SILENT POOL, MARCH 2013

The pool is off the Dorking-Guildford road,

at the foot of the North Downs; is fed

from a spring, which seeps through chalk and flint;

is so-called for allegedly no birds sing

in this glade of ash, oak and yew;

a place of legend, of Druidic worship,

rumoured deep enough to drown secrets.

A sharp March wind rattles twigs and branches.

 

By the side of a flint pathway – that leads

to the top of the Downs with its Pilgrims’ Way,

an old drovers’ road – is a second world war

‘pillbox’, its unadorned and concrete

symmetry stark, a forgotten reminder

of fears of invasion from Bonaparte

to Hitler – not without reason in this land,

like many, pillaged over and over.

 

Edward Thomas, after his breakdown,

cycled westward, a century ago,

from Clapham to the Quantocks in pursuit

of spring in turbulent weather like this.

That laureate of the moment – the hoot

of an owl, grass stilled in the heat – briefly stopped here

the year before he wrote his first poem,

two years before he enlisted, three

before a shell blast killed him at Arras.

 

 

What do you think?

Your email address will not be published. Required fields are marked *

2 Comments
  • John Huddart
    January 8, 2014

    A Silent Pool that provokes such storytelling – I expect it similarly inspired the Druids as they ritually sacrificed a goat here, a shepherd there…And speaking of sacrifice, enter Edward Thomas, on his way to a sacrifice of another kind. The “laureate of the moment” is a fine and fitting label – and one which also can be attached to your own verse.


● **What you will do**: No pictures are to be included when the entries below are reproduced exactly.
Top of Recorded data
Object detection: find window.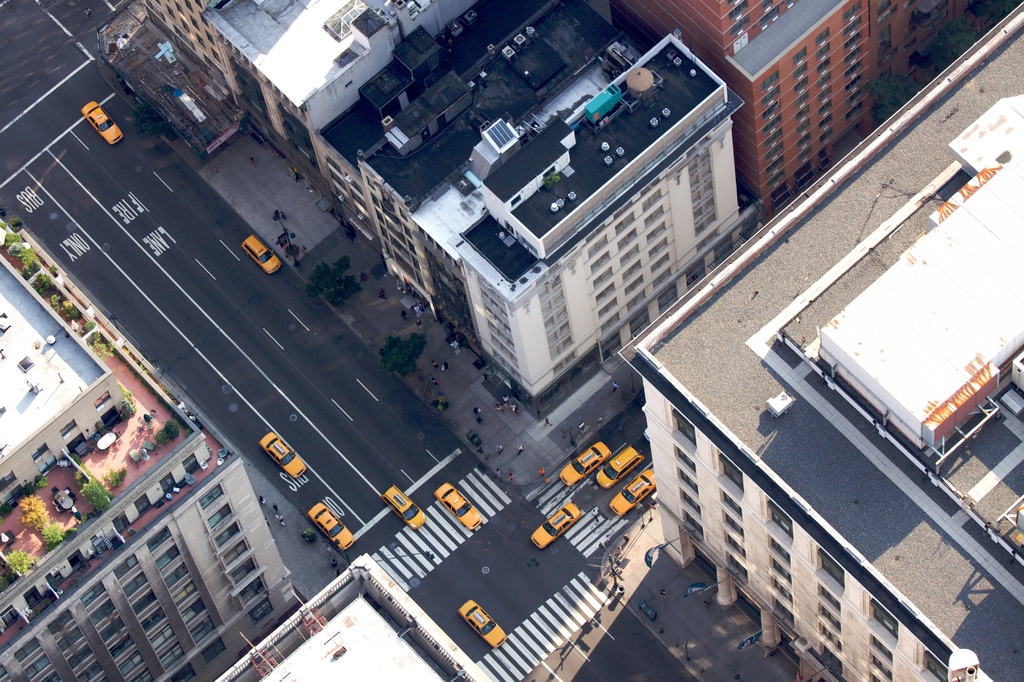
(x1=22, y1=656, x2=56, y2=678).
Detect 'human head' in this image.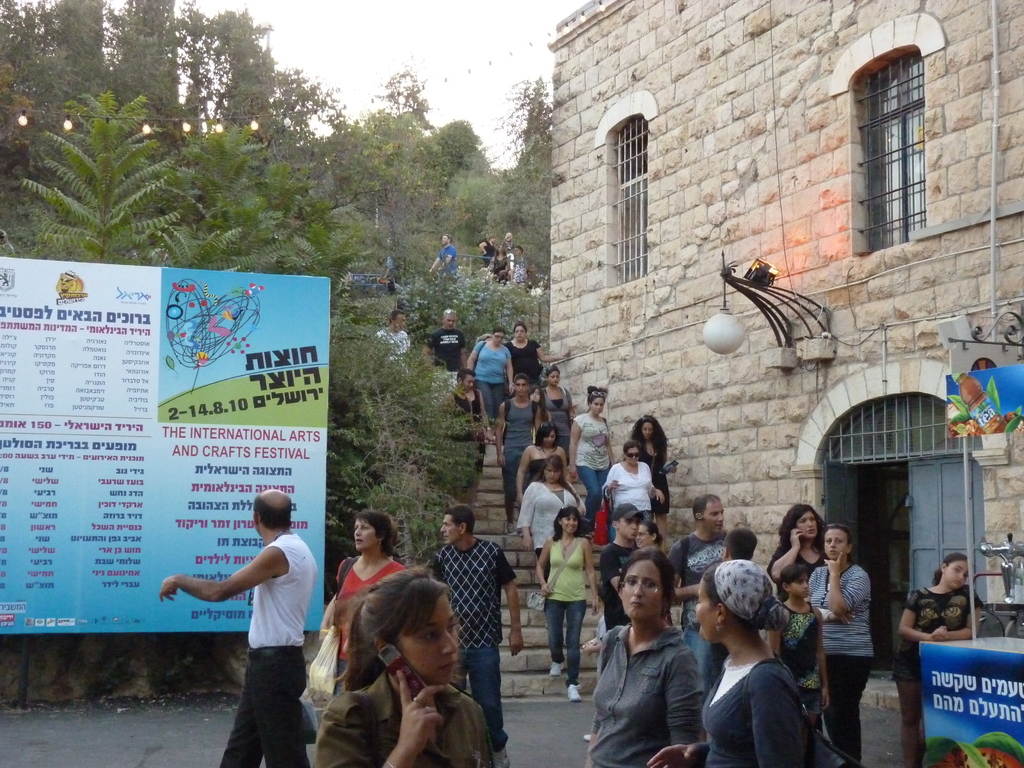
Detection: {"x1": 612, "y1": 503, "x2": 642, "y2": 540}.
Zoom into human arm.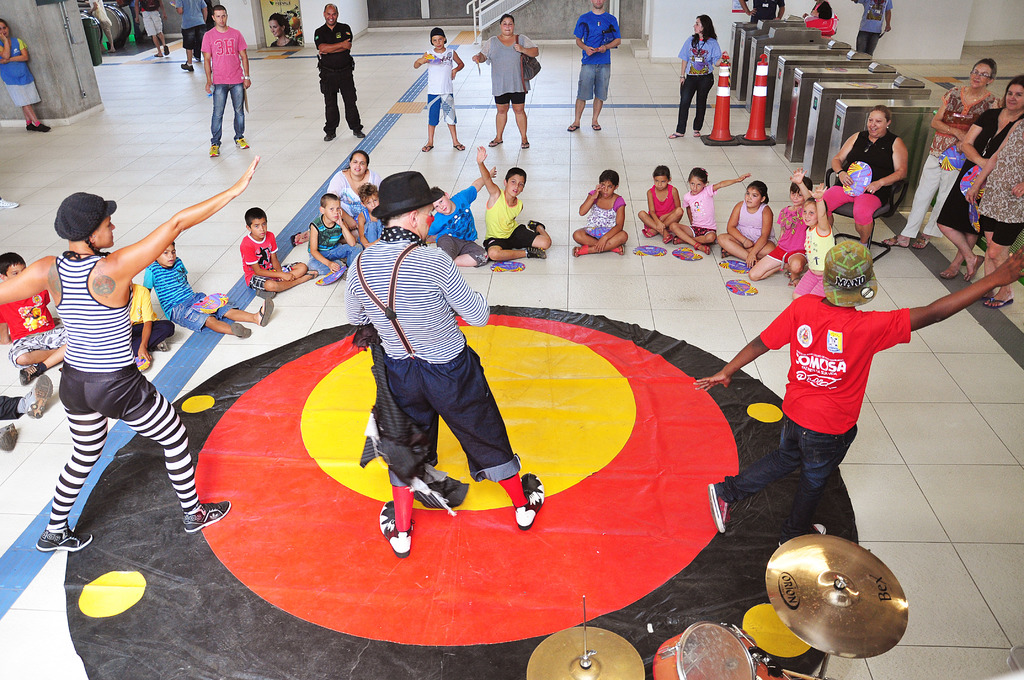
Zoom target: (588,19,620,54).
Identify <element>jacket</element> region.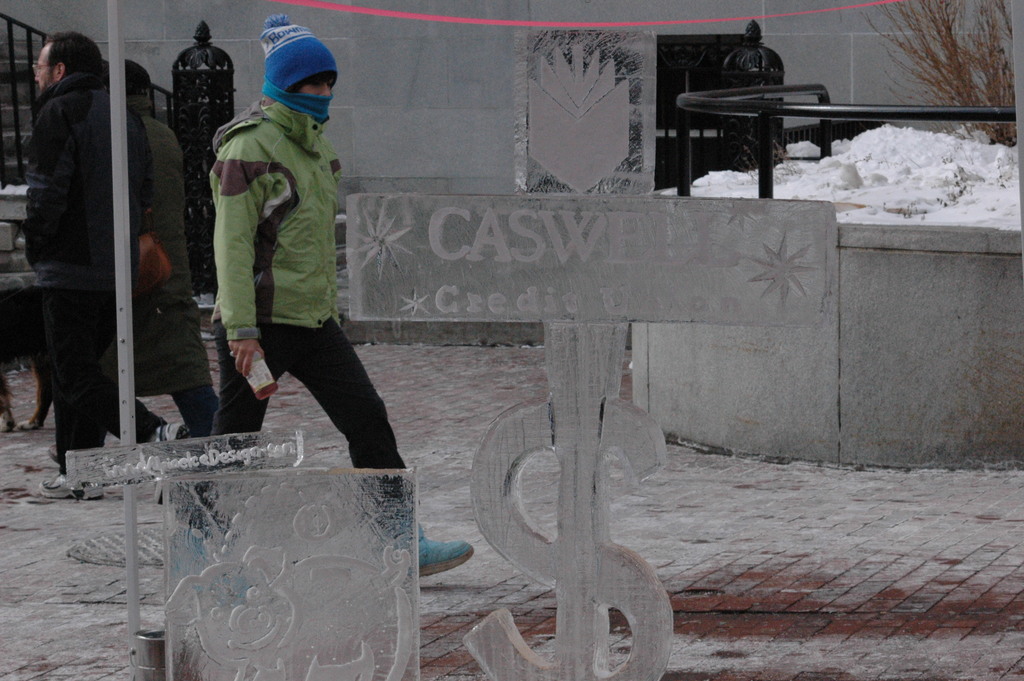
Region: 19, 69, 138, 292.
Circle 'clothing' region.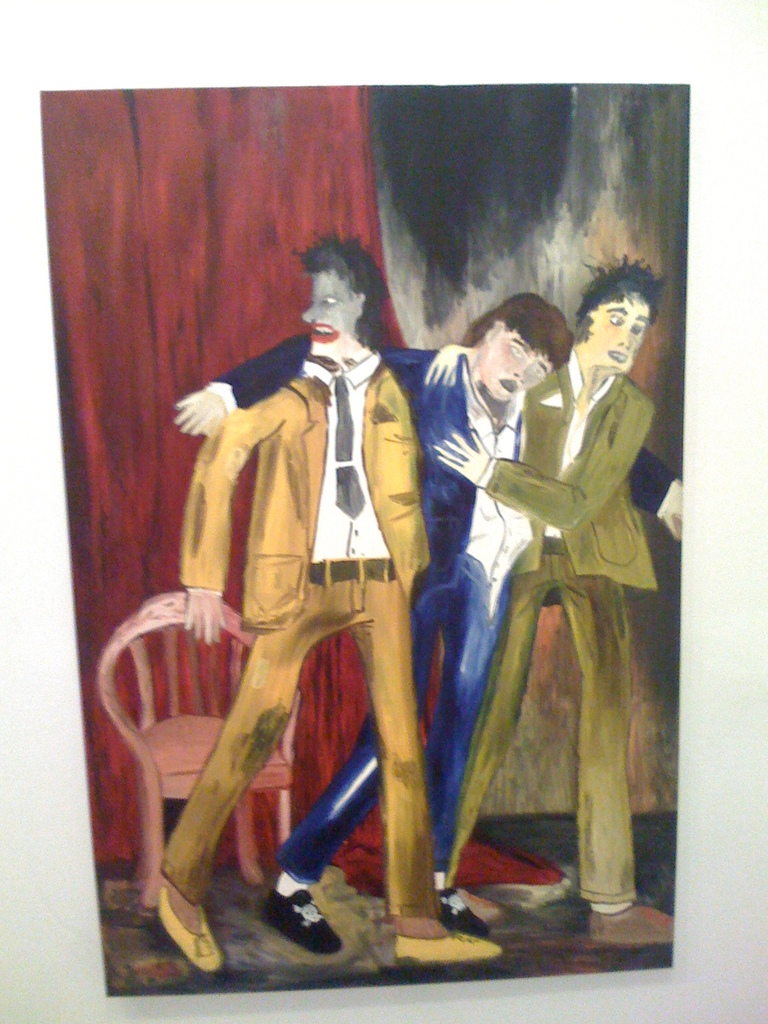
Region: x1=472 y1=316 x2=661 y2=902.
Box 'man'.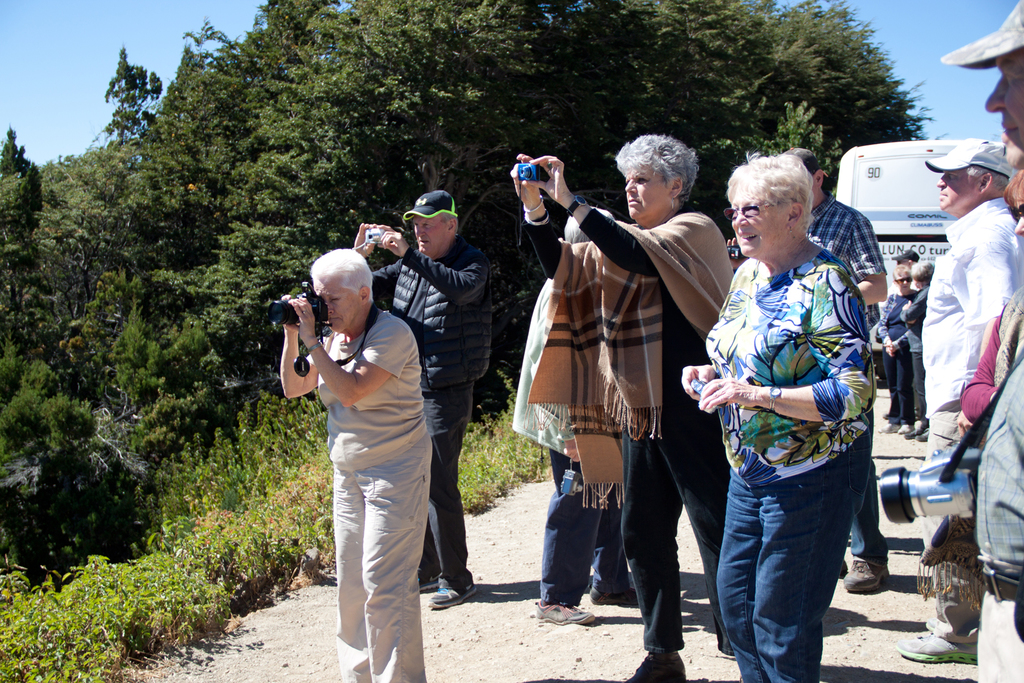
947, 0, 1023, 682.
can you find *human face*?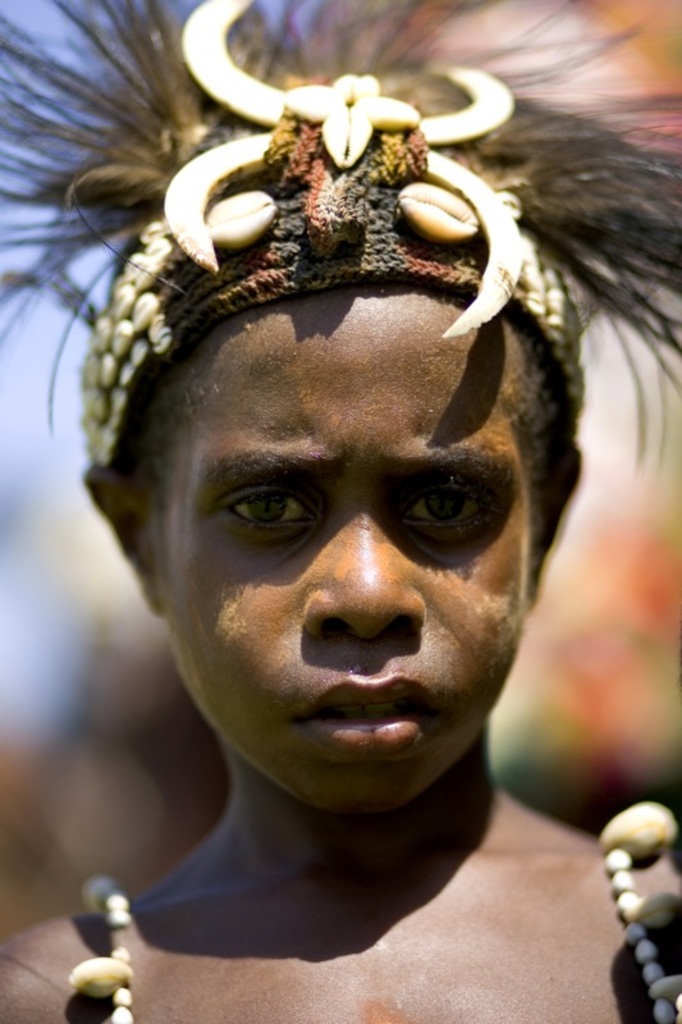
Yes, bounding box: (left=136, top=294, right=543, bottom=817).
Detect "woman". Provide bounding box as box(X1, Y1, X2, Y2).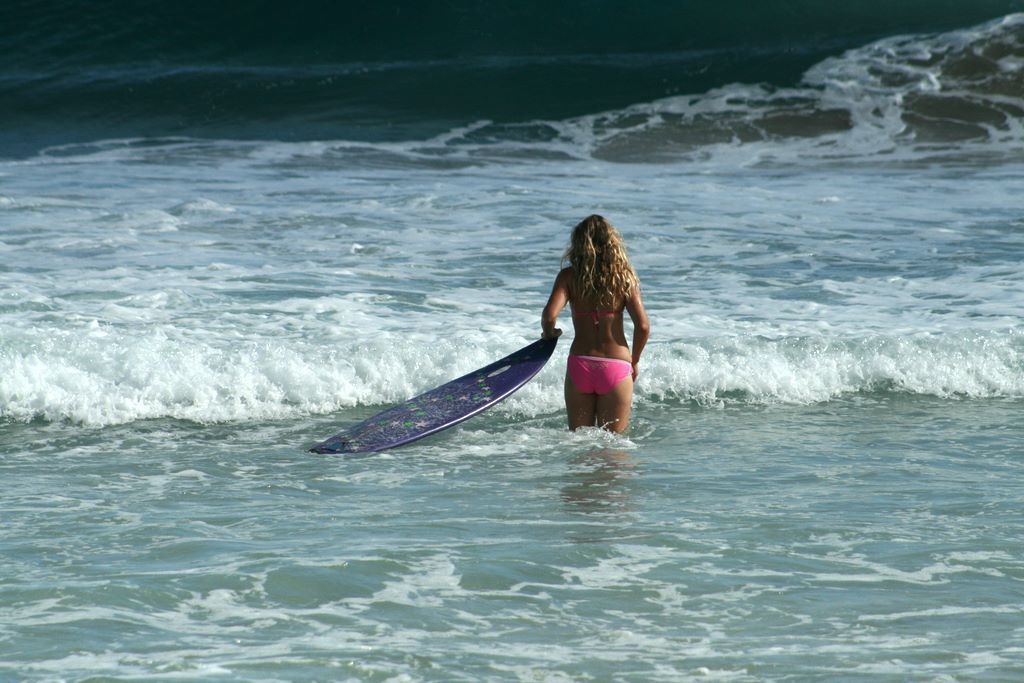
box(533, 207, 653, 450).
Bottom of Recorded data
● **Response box**:
Object detection: find window.
(x1=22, y1=656, x2=56, y2=678).
Detect 'human head' in this image.
Detection: {"x1": 612, "y1": 503, "x2": 642, "y2": 540}.
Zoom into human arm.
Zoom target: (588,19,620,54).
Identify <element>jacket</element> region.
Region: 19, 69, 138, 292.
Circle 'clothing' region.
Region: x1=472 y1=316 x2=661 y2=902.
Box 'man'.
947, 0, 1023, 682.
can you find *human face*?
Yes, bounding box: (left=136, top=294, right=543, bottom=817).
Detect "woman". Provide bounding box as box(X1, Y1, X2, Y2).
box(533, 207, 653, 450).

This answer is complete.